Bulletin of the American Physical Society
60th Annual Meeting of the APS Division of Plasma Physics
Volume 63, Number 11
Monday–Friday, November 5–9, 2018; Portland, Oregon
Session TP11: Poster Session VII: Basic Plasma Physics: Pure Electron Plasma, Strongly Coupled Plasmas, Self-Organization, Elementary Processes, Dusty Plasmas, Sheaths, Shocks, and Sources; Mini-conference on Nonlinear Waves and Processes in Space Plasmas - Posters; MHD and Stability, Transients (2), Runaway Electrons; NSTX-U; Spherical Tokamaks; Analytical and Computational Techniques; Diagnostics (9:30am-12:30pm)
Thursday, November 8, 2018
OCC
Room: Exhibit Hall A1&A
Abstract ID: BAPS.2018.DPP.TP11.140
Abstract: TP11.00140 : Detector Design and Analysis Technique for Local Electric Field Fluctuation Diagnostic in High Temperature Plasmas Using Spatial Heterodyne Spectroscopy*
Presenter:
Marcus Galen Burke
(Univ of Wisconsin, Madison)
Authors:
Marcus Galen Burke
(Univ of Wisconsin, Madison)
Raymond J Fonck
(Univ of Wisconsin, Madison)
George R McKee
(Univ of Wisconsin, Madison)
Greg Winz
(Univ of Wisconsin, Madison)
A novel diagnostic for measuring plasma electric field fluctuations is being developed.

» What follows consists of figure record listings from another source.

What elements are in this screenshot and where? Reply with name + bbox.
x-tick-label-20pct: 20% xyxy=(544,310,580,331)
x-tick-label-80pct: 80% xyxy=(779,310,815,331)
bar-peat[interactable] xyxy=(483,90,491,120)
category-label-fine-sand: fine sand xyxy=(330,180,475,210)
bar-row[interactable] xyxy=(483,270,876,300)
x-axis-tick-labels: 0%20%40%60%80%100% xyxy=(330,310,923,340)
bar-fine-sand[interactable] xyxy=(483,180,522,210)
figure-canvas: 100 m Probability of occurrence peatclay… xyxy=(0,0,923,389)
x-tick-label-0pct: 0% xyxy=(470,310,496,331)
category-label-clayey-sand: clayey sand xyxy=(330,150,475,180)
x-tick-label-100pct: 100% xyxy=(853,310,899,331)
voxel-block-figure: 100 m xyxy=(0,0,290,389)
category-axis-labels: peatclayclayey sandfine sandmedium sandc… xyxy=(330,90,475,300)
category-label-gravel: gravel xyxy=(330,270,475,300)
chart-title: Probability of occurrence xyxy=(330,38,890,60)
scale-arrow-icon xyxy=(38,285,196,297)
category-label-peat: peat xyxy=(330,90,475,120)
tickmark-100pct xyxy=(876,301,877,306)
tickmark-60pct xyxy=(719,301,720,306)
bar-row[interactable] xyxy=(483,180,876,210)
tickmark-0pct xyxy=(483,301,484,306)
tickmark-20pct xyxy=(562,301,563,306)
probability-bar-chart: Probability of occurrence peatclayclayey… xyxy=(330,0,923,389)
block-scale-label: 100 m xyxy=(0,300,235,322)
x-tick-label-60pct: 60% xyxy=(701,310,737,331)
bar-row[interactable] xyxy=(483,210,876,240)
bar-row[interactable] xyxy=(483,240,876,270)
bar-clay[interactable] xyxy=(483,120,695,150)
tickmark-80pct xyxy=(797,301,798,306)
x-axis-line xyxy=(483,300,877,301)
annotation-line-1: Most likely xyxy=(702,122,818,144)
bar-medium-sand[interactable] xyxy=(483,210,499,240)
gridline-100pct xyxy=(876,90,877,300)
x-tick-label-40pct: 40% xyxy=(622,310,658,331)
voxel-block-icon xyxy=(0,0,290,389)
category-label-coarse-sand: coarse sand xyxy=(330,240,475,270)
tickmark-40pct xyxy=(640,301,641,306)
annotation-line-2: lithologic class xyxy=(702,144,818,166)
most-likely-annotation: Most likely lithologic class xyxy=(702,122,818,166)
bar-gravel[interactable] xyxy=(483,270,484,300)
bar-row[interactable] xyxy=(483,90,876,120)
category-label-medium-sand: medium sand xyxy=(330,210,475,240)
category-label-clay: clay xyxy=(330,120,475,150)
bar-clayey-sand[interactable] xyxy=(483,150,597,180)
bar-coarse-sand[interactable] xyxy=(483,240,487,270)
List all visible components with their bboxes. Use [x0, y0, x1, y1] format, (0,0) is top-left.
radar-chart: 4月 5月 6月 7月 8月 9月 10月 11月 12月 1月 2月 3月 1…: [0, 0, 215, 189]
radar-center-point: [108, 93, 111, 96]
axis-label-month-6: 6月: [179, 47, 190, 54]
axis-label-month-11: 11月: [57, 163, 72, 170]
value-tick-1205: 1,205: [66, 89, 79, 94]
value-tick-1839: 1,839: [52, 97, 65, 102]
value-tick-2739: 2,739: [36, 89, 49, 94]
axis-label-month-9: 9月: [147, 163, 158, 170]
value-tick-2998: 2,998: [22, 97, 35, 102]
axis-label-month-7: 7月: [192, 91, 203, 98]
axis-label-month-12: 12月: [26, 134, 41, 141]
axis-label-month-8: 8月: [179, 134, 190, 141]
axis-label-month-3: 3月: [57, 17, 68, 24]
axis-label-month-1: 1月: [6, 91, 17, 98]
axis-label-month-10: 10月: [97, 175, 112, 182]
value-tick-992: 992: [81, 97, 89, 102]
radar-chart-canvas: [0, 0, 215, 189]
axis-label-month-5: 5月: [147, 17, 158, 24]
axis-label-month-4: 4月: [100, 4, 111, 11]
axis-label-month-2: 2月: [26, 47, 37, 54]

It employs high-speed measurements of the spectral separation of the Motional Stark Effect (MSE) split neutral beam emission, where fluctuations in the MSE component separation is proportional to local magnetic and electric field fluctuations. A spatial heterodyne spectrometer (SHS) with high etendue (~5 mm2sr) and resolution (~0.14 nm) has been developed to spectrally resolve the Stark multiplet while collecting all available light to minimize photon noise. An analysis technique based on a least-squares fitting to linear perturbations of the SHS interferogram is used to perform sensitivity studies and to guide the design of new volume phase holographic gratings to maximize the sensitivity of the diagnostic. In preliminary studies, the uncertainty in electric field fluctuations scale with the relative photon noise applied to the interferogram. A low readout noise, high sampling speed (1 MHz), high etendue detector system with modest spatial resolution is in development to record the time-varying interferogram. Both a high-speed, low readout noise CMOS sensor and a multianode microchannel plate photomultiplier are under evaluation.
*Work supported by US DOE grant DE-FG02-89ER53296.